Director: Dr. Dan Admon MD

The Heart Failure Unit at the Hadassah University Hospital was established in order to provide the basis for the National Heart Transplant Program. Since then it has developed into an active center that offers comprehensive medical care to heart failure patients. A multidisciplinary team of expert physicians, nurses, dieticians and social workers provides the patients with extensive coverage.

Our program is primarily based on a very active out-patient clinic and a day-care facility operating throughout the week. In addition, patients can be hospitalized in regular medical ward beds, monitored beds and in the intensive cardiac care unit that is fully equipped for hemodynamic monitoring. This infrastructure has proven to be excellent for treating patient's symptoms and improving their functional capacity and quality of life, prolonging survival and keeping them as much as possible out of the hospital. The active heart transplant program at our hospital combined with the fully equipped modern cardiology facilities, that include state-of-the-art Echocardiography, Interventional Cardiology and Electrophysiology laboratories, have turned our unit into a leading tertiary center for patients with advanced heart failure. Since its establishment the Heart Failure Unit has evaluated and treated over one thousand patients with moderate and severe heart failure. Many patients who are initially referred to the unit as candidates for a heart transplant, but who are subsequently found not to be in need of or have contraindications for transplantation, prefer to remain in our program as regular heart failure patients.

Patients who eventually deteriorate into true endstage heart failure and are otherwise free of contra indications are automatically listed for transplantation at our center. The sickest patients, those requiring inotropic or mechanical support (defined as status I patients by UNOS classification), are hospitalized until transplant. Due to the severe shortage of organ donors in Israel and the constantly increasing waiting time for transplant, we recently introduced into our program a mechanical "artificial heart" as a "bridge to transplantation". This left ventricular assist device (LVAD) can be implanted in critically ill patients to keep them alive until a donor heart becomes available.

Since our program was initiated, 120 patients have been followed in our center after heart transplantation. Ten percent of the patients were under the age of 21 at the time of transplantation. Our medium and long-term survival rates are comparable to those of the International Society for Heart and Lung Transplantation (ISHLT). Many of our patients are still alive over 10 years after transplant. The longest living post-transplant patient followed by us has survived over 17 years.
Most patients live a full life after transplantation, regaining normal quality of life and physical capabilities, in parallel with normalization of their left ventricular ejection fraction (LVEF).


WORK REQUIRED — Every line from the one with "At what (x,y)" through the final line of the entries below should be returned exactly; leave out all other lines.

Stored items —
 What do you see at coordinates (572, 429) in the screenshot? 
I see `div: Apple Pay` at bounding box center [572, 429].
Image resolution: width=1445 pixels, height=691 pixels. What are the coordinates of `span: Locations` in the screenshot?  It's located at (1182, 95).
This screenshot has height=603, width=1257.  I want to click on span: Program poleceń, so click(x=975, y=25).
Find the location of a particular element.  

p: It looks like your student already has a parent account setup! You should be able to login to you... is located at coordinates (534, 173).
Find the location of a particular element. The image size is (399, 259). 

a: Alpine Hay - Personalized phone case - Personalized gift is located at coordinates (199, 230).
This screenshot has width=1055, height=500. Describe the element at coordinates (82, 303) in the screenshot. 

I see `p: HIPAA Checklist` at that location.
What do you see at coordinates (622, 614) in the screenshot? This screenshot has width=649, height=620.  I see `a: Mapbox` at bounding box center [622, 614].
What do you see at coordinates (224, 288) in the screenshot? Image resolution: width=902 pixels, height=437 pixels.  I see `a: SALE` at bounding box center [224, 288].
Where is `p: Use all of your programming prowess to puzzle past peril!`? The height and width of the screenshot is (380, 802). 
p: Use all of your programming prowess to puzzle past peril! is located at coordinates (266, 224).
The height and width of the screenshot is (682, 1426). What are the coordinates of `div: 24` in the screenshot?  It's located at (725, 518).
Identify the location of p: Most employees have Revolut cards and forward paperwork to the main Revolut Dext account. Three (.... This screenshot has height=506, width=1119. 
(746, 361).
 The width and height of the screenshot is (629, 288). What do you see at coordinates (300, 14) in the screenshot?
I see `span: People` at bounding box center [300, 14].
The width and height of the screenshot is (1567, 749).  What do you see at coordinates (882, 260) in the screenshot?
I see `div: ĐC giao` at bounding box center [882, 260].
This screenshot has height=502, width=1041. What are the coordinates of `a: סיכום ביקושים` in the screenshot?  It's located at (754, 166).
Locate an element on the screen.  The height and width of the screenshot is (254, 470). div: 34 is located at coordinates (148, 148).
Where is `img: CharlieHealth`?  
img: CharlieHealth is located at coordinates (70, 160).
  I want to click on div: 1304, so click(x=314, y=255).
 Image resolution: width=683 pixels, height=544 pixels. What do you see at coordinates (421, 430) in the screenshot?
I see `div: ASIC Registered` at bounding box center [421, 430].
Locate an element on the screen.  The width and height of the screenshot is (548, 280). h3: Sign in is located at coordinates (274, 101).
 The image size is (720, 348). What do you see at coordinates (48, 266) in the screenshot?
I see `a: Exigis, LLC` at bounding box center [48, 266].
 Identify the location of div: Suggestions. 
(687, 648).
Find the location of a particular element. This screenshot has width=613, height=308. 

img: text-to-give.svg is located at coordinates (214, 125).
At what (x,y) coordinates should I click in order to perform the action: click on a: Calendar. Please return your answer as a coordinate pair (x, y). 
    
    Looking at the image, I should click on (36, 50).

TASK RESPONSE —
At what (x,y) coordinates should I click in order to perform the action: click on a: Calendar. Please return your answer as a coordinate pair (x, y). 
    
    Looking at the image, I should click on (36, 50).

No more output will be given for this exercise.